“Mary Brooks did hers in two hours,” announced Katherine, “and I guess I’m as bright as little Mary about most things, so I’m not worrying.”

“Isn’t it time to start for class-meeting?” asked Betty, coming out on the piazza with Roberta.

“See them walk off together arm in arm,” chuckled Bob softly, “just as if they knew they were going to be elected our alumnæ president and secretary respectfully.”

“Don’t you mean respectively, Bob?” asked Helen Adams.

“Of course I do,” retorted Bob, “but I’m not obliged to say what I mean now. I’m an alum. I can use as bad diction as I please and the long arm of the English department can’t reach out and spatter my mistakes with red ink.”

The election of officers didn’t take long. It had all been cut and dried the night before, and the nominating committee named Betty for president and Shylock for secretary without even going through the formality of retiring to deliberate. Then Katherine moved that the surplus in the treasury be turned over to “our pet philanthropy, the Students’ Aid,” and Carlotta Young inquired anxiously whether the first reunion was to be in one or two years.

“In one,” shouted the assembly to a woman, and the meeting adjourned tumultuously. But nobody went home, in spite of the packing that clamored for attention.

“Good-bye, you dear old thing!”

“See you next June for sure. I’m coming back then, if I do live away out in Seattle.”

“You’re going to study art in New York, you say? Oh, I’m there very often. Here, let me copy that address.”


ACTIVITY.
Return all of the records exactly.

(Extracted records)
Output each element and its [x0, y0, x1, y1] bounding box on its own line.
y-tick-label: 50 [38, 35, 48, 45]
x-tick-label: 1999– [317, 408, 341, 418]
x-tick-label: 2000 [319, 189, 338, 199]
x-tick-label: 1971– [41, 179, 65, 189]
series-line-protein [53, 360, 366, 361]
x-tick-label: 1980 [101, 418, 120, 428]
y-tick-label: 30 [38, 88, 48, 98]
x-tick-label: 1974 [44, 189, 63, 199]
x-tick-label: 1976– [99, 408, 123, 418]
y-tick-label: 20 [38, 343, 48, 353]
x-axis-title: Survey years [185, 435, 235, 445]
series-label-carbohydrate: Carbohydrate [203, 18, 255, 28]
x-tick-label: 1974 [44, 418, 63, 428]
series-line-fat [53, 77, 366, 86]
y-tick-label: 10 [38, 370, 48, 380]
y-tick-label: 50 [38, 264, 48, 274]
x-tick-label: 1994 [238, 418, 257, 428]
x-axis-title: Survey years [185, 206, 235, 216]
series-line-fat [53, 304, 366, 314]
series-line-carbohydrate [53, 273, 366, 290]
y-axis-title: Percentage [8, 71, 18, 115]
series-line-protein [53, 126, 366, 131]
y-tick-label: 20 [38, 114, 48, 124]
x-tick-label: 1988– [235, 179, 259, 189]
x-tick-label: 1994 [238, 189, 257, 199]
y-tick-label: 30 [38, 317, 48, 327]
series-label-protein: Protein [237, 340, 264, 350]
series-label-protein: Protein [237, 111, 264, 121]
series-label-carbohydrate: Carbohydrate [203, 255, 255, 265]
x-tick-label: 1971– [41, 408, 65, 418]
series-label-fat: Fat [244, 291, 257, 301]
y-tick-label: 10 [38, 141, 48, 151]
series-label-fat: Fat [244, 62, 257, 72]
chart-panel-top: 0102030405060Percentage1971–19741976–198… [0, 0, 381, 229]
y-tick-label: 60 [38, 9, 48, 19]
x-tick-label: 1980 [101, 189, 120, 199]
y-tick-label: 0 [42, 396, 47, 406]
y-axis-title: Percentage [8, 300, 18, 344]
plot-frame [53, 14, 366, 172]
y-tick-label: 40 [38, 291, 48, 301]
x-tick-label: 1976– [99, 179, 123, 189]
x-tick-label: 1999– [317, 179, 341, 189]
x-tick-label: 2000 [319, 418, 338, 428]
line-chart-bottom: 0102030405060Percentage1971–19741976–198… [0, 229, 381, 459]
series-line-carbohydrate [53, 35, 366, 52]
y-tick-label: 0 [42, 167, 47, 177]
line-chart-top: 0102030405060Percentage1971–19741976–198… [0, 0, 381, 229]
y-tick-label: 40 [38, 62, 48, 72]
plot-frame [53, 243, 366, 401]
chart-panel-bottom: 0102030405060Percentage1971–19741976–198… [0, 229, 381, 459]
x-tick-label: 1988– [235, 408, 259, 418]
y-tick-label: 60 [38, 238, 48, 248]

SOLUTION FOR THIS PROBLEM.
Output each element and its [x0, y0, x1, y1] bounding box on its own line.
y-tick-label: 50 [38, 35, 48, 45]
x-tick-label: 1999– [317, 408, 341, 418]
x-tick-label: 2000 [319, 189, 338, 199]
x-tick-label: 1971– [41, 179, 65, 189]
series-line-protein [53, 360, 366, 361]
x-tick-label: 1980 [101, 418, 120, 428]
y-tick-label: 30 [38, 88, 48, 98]
x-tick-label: 1974 [44, 189, 63, 199]
x-tick-label: 1976– [99, 408, 123, 418]
y-tick-label: 20 [38, 343, 48, 353]
x-axis-title: Survey years [185, 435, 235, 445]
series-label-carbohydrate: Carbohydrate [203, 18, 255, 28]
x-tick-label: 1974 [44, 418, 63, 428]
series-line-fat [53, 77, 366, 86]
y-tick-label: 10 [38, 370, 48, 380]
y-tick-label: 50 [38, 264, 48, 274]
x-tick-label: 1994 [238, 418, 257, 428]
x-axis-title: Survey years [185, 206, 235, 216]
series-line-fat [53, 304, 366, 314]
series-line-carbohydrate [53, 273, 366, 290]
y-axis-title: Percentage [8, 71, 18, 115]
series-line-protein [53, 126, 366, 131]
y-tick-label: 20 [38, 114, 48, 124]
x-tick-label: 1988– [235, 179, 259, 189]
x-tick-label: 1994 [238, 189, 257, 199]
y-tick-label: 30 [38, 317, 48, 327]
series-label-protein: Protein [237, 340, 264, 350]
series-label-protein: Protein [237, 111, 264, 121]
series-label-carbohydrate: Carbohydrate [203, 255, 255, 265]
x-tick-label: 1971– [41, 408, 65, 418]
series-label-fat: Fat [244, 291, 257, 301]
y-tick-label: 10 [38, 141, 48, 151]
series-label-fat: Fat [244, 62, 257, 72]
chart-panel-top: 0102030405060Percentage1971–19741976–198… [0, 0, 381, 229]
y-tick-label: 60 [38, 9, 48, 19]
x-tick-label: 1980 [101, 189, 120, 199]
y-tick-label: 0 [42, 396, 47, 406]
y-axis-title: Percentage [8, 300, 18, 344]
plot-frame [53, 14, 366, 172]
y-tick-label: 40 [38, 291, 48, 301]
x-tick-label: 1976– [99, 179, 123, 189]
x-tick-label: 1999– [317, 179, 341, 189]
x-tick-label: 2000 [319, 418, 338, 428]
line-chart-bottom: 0102030405060Percentage1971–19741976–198… [0, 229, 381, 459]
series-line-carbohydrate [53, 35, 366, 52]
y-tick-label: 0 [42, 167, 47, 177]
line-chart-top: 0102030405060Percentage1971–19741976–198… [0, 0, 381, 229]
y-tick-label: 40 [38, 62, 48, 72]
plot-frame [53, 243, 366, 401]
chart-panel-bottom: 0102030405060Percentage1971–19741976–198… [0, 229, 381, 459]
x-tick-label: 1988– [235, 408, 259, 418]
y-tick-label: 60 [38, 238, 48, 248]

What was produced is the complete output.